October 20, 2019
The Legend of Zelda is no stranger to the art of needing certain items to traverse certain areas. I remember my 1st time playing Ocarina of Time and trying to get over a four-foot fence just to get to Lake Hylia. After many trial and errors (meaning I got tired of running at the fence and rolling into it 80 times), I realized I needed something else to do it. And literally, that is one of about two things you ever need that horse for. I mean, it’s a cool horse and all…
The same thing goes for the Temples. You need a certain item to beat the Temple and fulfill your destiny as the Hero of Wardrobe Changes. In order to enter the area that leads to the Fire Temple (the 2nd in OoT, as an adult), you need a certain torso wear to survive. It doesn’t matter where you get it from, it’s the color that I am more interested in. And why was this the first part of the game that involved you having to change your clothes? Before I address that and many more confounding confoundances, I want to go back to the color. It’s red. Red hot, if you ask me. I remember red hots…anyway. (You know, the candies…anyway).

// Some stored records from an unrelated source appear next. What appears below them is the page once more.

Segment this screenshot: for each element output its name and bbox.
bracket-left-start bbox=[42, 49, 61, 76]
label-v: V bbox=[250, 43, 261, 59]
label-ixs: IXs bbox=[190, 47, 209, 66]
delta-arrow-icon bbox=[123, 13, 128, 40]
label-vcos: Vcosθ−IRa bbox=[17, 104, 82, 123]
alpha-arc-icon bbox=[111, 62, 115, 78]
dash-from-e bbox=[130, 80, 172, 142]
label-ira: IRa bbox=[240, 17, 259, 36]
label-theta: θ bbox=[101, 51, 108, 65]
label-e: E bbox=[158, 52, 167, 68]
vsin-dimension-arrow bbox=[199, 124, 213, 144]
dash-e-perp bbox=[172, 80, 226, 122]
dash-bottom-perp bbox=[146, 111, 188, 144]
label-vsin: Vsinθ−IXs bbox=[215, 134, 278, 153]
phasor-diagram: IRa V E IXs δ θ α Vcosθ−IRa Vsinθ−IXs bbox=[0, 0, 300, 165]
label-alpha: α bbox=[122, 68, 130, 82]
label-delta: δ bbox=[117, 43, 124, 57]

You don’t need to read a ‘color psychology chart’ to know that the color red generally signifies ‘danger’ or ‘alarm’. It’s funny that a sadistic rolling Goron boy that shares your name is the one you had to literally set on fire yourself (bomb, I mean) in order to get it. I could go on for a few paragraphs talking about the psychological implications there already; but I won’t, mostly because I’m lazy. And it makes perfect sense, right? It’s the fire temple, so you wear red, for fire. It is funny that the color red is used to ‘create urgency’, as in telling you when power needs to be cut off before an explosion, but as soon as Link puts it on, the sense of urgency goes away. He’s now safe and calm because now he WON’T blow up or catch on fire. There is actually a lot of contrast if you look at the psychology of colors, but the colors make perfect sense if you only look at the surface-level thematic elements. This leads me to the next colored outerwear, the blue tunic.

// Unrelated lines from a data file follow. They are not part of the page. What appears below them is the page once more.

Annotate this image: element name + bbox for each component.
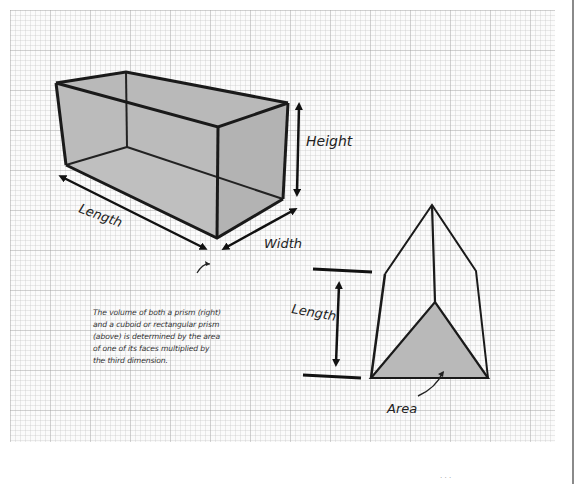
caption-line: the third dimension.	[93, 355, 243, 367]
caption-line: (above) is determined by the area	[93, 331, 243, 343]
prism-base-triangle	[371, 302, 488, 378]
prism-length-arrow	[336, 285, 339, 363]
caption-text: The volume of both a prism (right) and a…	[93, 307, 243, 367]
caption-line: and a cuboid or rectangular prism	[93, 319, 243, 331]
triangular-prism	[371, 205, 488, 378]
length-top-bar	[313, 269, 372, 272]
area-label: Area	[386, 401, 417, 416]
cropped-footer-text: · · ·	[440, 474, 451, 482]
caption-pointer-arrow	[197, 264, 210, 273]
width-label: Width	[264, 236, 302, 251]
length-bottom-bar	[303, 375, 361, 378]
prism-length-label: Length	[290, 301, 337, 324]
height-label: Height	[306, 133, 353, 149]
caption-line: of one of its faces multiplied by	[93, 343, 243, 355]
caption-line: The volume of both a prism (right)	[93, 307, 243, 319]
prism-diagram: Height Length Width Length Area	[0, 0, 577, 484]
height-arrow	[297, 106, 299, 193]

The very next dungeon is the Water temple and thus, needs a water-themed jumper to get him jumping in that deep, blue barrel of fun. Also, as I’m sure you will surmise, there is a contrast between the psychology of the color and its surface-level themes. And again, you don’t need the ‘color psychology chart’ to know that blue is the color of calm and tranquility, like the gently rolling waves of the sea. You might need to see it, however, to know that the color blue is often used to ‘create order’, and this is where the contrast comes in. Nothing in the water temple is in order and you constantly need to adjust the water levels to get anything done, scaling all three levels over and over again. I can’t tell you how many times I had to adjust that water level unnecessarily the 1st time I played that funhouse. I think Link started getting his mail delivered there before I was finished. As a neat aside, I think it would be awesome to have a LoZ title with only one tunic with thermochromic properties, like a mood tunic, that changes colors according to the environment around you, but I digress.
Now, I would jump into the next temple here, but honestly I’m working on another piece about whether or not the Shadow temple deserves a tunic, and what its functions would be…so I’ll skip this for now. I do want to jump back to the first temple Link has to rummage through before he starts window-shopping, and that’s the Forest Temple. I know, I get it, he’s a Kokiri and Kokiri’s wear green, but he’s not a Kokiri, he’s a fraud! The green tunic actually has some pretty amazing qualities, and I would even bet its more impressive than the other two.
The Forest Tunic, as I’ll call it, basically appears from nowhere. What was Link wearing when he traveled forward in time 7 years (or was locked in the Chamber of Sages…whatever)? Not the green tunic, he was wearing his S-sized Kokiri scrubs. Then after years of what I can only assume was a litany of epic pillow fights with Rauru, ended up in, at least, an M-sized green tunic. There is no way that this tunic is the same shirt he was wearing when he was 7 (or when he was 111 if you’re into binary). So, this green shirt already has the capabilities of materializing out of thin air, AND it has super-elastic properties. From 7 to 14, Link gained at least 2 ft. in height. That green shirt still fairly loose-fitting. If Link gained 300 lbs, that shirt would undoubtedly still fit him. That’s pretty impressive. He would never need to buy another shirt (or bomb another Goron kid, for that matter).
Now, I’m going to take you back to the ‘color psychology chart’ again, because I’m bored and it’s fun. The color green is scientifically the most soothing and calming color in the world because there are more shades of green than there are of any other color on the spectrum. It’s also the color of growth and health. Imagine a plant, a green plant if you will, which starts as a seedling and “grows” into a manling, or a womanling. Of course, the green tunic is also the tunic that we use in the Forest temple. We have to, because we don’t have any other colored tunics yet. And, let’s be honest, once we put on the blue or red tunics, we never go back to green. So, in summation, the green tunic is the best tunic because it has elastic properties and materializes out of thin air.